I have no moral compunction against forming relationships in the rooms of recovery. But 13th Stepping? Men and women with time preying on the newcomers? Well, that has about as much in common with healthy relationships as cast iron skillets have with evening wear.

I remember the story my wife tells of the not-so-gentle guidance she got from her sponsor when she first got sober. “They say no relationships for the first year. For you, let’s call it two years. As sick as you are anyone who would want you would have to be really sick!”

Not that my wife was immune to the predators who slink around meetings. 10-, 20-, 30-years. It made no difference. She was living on a woman’s sofa the first five months of her recovery. There were unsolicited offers of rides and meals. There was even an offer of a new wardrobe, convertible BMW and a condo in a Honolulu high-rise by a married man who “just wanted to help.”

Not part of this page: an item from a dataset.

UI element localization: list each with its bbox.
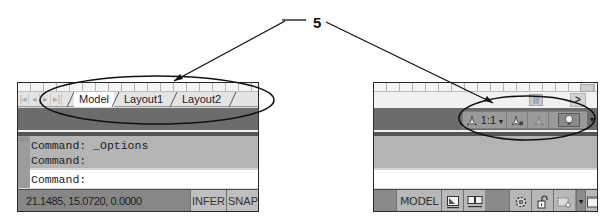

“Can I have a sugar daddy,” she asked her sponsor. “No!,” came the curt reply. “But I think God sent him to help me.” “No, God sent me to help you, and if you do it you’ll get drunk and loaded.”

Forty-seven years sober when she passed, my wife’s sponsor had seen it all. The healthy ones didn’t prey on newcomers. They stayed at arms-length and encouraged sobriety to take root.

She was more than happy to let my wife make a gay meeting her home group. “‘I didn’t have anything ‘the boys’ wanted,” my wife recalls, “But they loved me anyways.”

But wait a minute. Aren’t women like Celia equal partners in the disposable hookups they find themselves in?

“When we are out there running and gunning we are in survival mode,” my wife—who ran the streets for a decade—explains. “We snare and use anyone who stumbles across our path. When we first get sober we are still in survival mode. That’s why I tell the women I work with to give themselves a break. Learn to take care of yourself first. Find a relationship with yourself and a higher power. Sick attracts sick. Healthy attracts healthy.”

So I’m not hear to preach. Lord knows I have plenty to work on. But come on folks. Male or female. Straight or gay. If you have time, act like it. Leave the newcomer in peace. Share your experience, strength and hope. Not your leftover moves from the singles’ bar.

 

Prologue

Celia? What became of her? There were the menboys who passed her around. They had time. When she inevitably started jabbing a needle in her arm again they bailed on her.

There were the women who shunned her. Celia was young and pretty. That brought out scorn and judgement in some.

But then there were those who offered fellowship… no strings attached. Men who offered encouragement at arms length. Strong, sober women who shared their stories of finding themselves… their  strength… their hope. At times she listened.

She eventually moved two states away. She moved back home. She got sober there the first time. More of a return to sanity, less of a geographic. At least that’s what I like to tell myself.

The 13th steppers? They still come around. They still pick up chips… the brass ones. They still sit on the sidelines, swilling their coffee and scanning the room.

Occasionally they spew their version of sobriety. Cliches and tired stories. A watered down message of recovery. A message that says: “I got mine. You? You’re on your own.”